Lend a Hand: Angels Foster Care of Santa Barbara
/Santa Barbara Magazine | June 1, 2009
“There weren’t enough foster families in Santa Barbara,” recalls Meichelle Arntz of her experiences as a Court Appointed Special Advocate volunteer for two boys relocated among foster care six times in 2004.
“There was often nowhere for the kids to go.” Upon coming to that realization, Arntz—a mother of five and former obstetrics nurse—began researching models on which to base a private, nonprofit foster care agency and discovered Angels Foster Family Network, founded by Cathy Richman in San Diego in 1998. “What struck me,” says Arntz of Angels, “was that the children stay in one place during their foster experience, they are the only foster child in the home, and a full time parent is required.”
With Richman’s approval and a grant from the Santa Barbara Foundation. Arntz, her husband Jeffrey Lipshitz, and a volunteer board of directors founded the Santa Barbara Angels Foster Care in 2006. The organization now includes a staff of four as well as 45 foster families who take care of the children. “They love it,” says Arntz, “and more families want to help because they see them doing it so beautifully.” Parents committed to long-term fostering provide homes for babies age two and under and their siblings up to age five - the crucial years of relational development - until the courts determine whether the children can be returned to their biological parents or should be considered for adoption.

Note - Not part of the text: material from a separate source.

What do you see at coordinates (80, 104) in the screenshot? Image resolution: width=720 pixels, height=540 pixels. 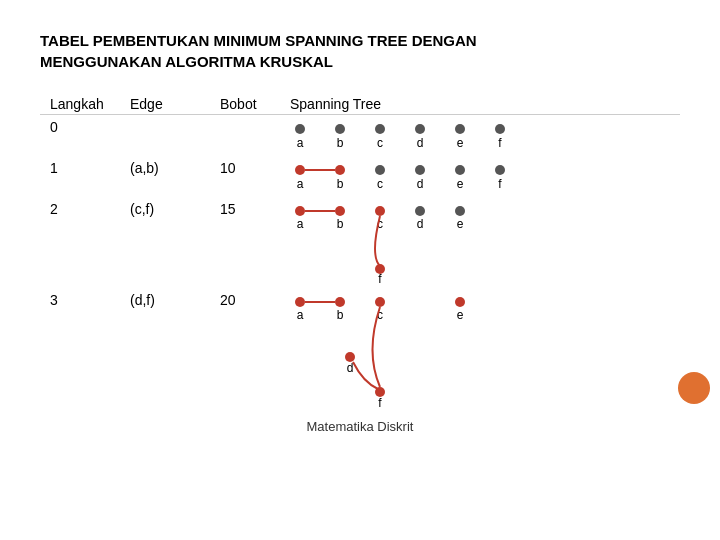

Becoming an Angels family can take up to three months; the application process begins with a phone screening and ends with a psychological exam. After a child moves in with a foster family for the year-long placement period, social workers visit as needed to monitor the progress, and the biological parents often have weekly supervised visits for the duration of the stay.
Since its inception, Angels has placed more than 45 children. Of these babies, 65 percent have been adopted by their foster parents. Yet when reunion with biological parents is the outcome, “Angels parents miss the children, but reunification is the goal,” says Arntz. “The focus is on the child.”